Context is everything. I remember an interview with Chris Avalon where he praised Beth marketing team, impressed by their early involvement.
I have no clue how Bethesdas marketing works, though Marketing should be there to decide on how to promote the game and creating good strategies on how to sell the finished product. Not to tell you how to create the game. Knowing your target audience is absolutely important no doubts about that.
However as the game/creative director you have to follow a creative process and motivate your team. Once a director nailed down what he want's to achieve, it's up to him on making sure that this vision becomes a reality. Having constantly people talking in your design process is not only frustrating but also often enough creating problems.
I experienced at first hand what happens when you have clueless marketing gurus without any design knowledge interfering with your creative work - since they believe creating content is just pushing buttons on a keyboard. The famous case where they demand from you to squeze a square peg in a round hole ...
This excellently explains in a very humorous manner what kind of ... people you have sometimes in front of you.
The kind of people that will tell you, Lightsabers are popular, liked and melee weapons so they should be used any time and in every movie where a sword is drawn!.
And FPS/real time combat is pretty much Bethesdas Light Saber to the Fallout franchise. Turning the whole franchise basically in a first person shooter.
Are you saying that game design isn't\shouldn't be influenced by user input, has a better metric for mainstream titles, or just rant at (mainstream) reviewers not reflecting your taste?
Actually I believe gamers are very bad at communicating what they want, they usually know very well what they don't wan't though. That is why it isn't simply enough to open a gaming forum and just read the suggestions topic all day. But no one can demand that anyway, since gamers are consumers, not designers. And like others already said, reviews are a very bad metric and source to look for. If you're already knee deep in the design process than you should have a rough imagination of your player base and target audience anyway.
The main issue isn't AAA content or content created for the mass market appeal. I can totally enjoy my MC Donalds Burger next to a Filet Mignon. Having as much fun in a CoD game as with Deus Ex.Yes, by definition a AAA game is designed for mainstream consumption... I wonder, have you seen game of thrones and think that it is sooo successful because of its intricate plot and intrigue (much reduced from the books) or the sex scenes (at least one in each episode), action, high production values in the flavor of the "month" setting and or hype.
What we are facing right now though is a bastardization of a known and well defined franchise in favour for sales figures - I guess. Instead of taking the time to create a worthy Fallout sequel Bethesda has simply applied their Elder Scrolls/First Person Shooter formula on the Fallout franchise. Now what ever if that is because of Marketing (shooter sell millions) or if it is simply because Bethesa is a one-trick-ponny, is a different question.
But as far as Fallout goes, Imagine a recoloured, remastered, digitalized and simplified version of Citizen Kane created for the DVD on demand (mass) market.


- [Exercise goal]: Scan the entries below, and for each line that includes the word "triangular", make a copy.

Start of Available data

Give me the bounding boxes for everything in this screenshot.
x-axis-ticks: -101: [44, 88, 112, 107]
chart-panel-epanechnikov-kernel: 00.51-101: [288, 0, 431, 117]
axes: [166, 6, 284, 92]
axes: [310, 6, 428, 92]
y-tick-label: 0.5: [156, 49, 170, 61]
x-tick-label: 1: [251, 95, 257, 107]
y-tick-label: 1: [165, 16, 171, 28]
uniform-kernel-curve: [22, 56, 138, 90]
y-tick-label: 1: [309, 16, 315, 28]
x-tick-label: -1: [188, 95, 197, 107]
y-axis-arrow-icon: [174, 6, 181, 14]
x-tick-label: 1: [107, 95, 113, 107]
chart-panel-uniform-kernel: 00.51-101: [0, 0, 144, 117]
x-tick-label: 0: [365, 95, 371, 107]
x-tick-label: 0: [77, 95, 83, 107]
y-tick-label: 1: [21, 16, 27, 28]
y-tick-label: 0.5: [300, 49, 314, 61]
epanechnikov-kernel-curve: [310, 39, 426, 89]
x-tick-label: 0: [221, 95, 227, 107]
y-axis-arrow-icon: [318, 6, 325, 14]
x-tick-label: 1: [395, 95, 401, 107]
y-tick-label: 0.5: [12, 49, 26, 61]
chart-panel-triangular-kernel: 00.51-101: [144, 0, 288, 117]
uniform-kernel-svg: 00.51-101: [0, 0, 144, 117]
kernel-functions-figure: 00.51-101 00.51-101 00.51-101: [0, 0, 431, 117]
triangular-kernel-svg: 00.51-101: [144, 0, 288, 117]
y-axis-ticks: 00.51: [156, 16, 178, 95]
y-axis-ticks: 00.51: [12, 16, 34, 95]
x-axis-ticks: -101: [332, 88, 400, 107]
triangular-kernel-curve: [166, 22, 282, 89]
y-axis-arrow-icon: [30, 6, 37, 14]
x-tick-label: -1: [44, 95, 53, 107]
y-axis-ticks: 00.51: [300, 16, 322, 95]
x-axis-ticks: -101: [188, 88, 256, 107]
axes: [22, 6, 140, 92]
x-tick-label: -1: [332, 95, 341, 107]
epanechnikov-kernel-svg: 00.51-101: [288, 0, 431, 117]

End of Available data

- [Written response]:
chart-panel-triangular-kernel: 00.51-101: [144, 0, 288, 117]
triangular-kernel-svg: 00.51-101: [144, 0, 288, 117]
triangular-kernel-curve: [166, 22, 282, 89]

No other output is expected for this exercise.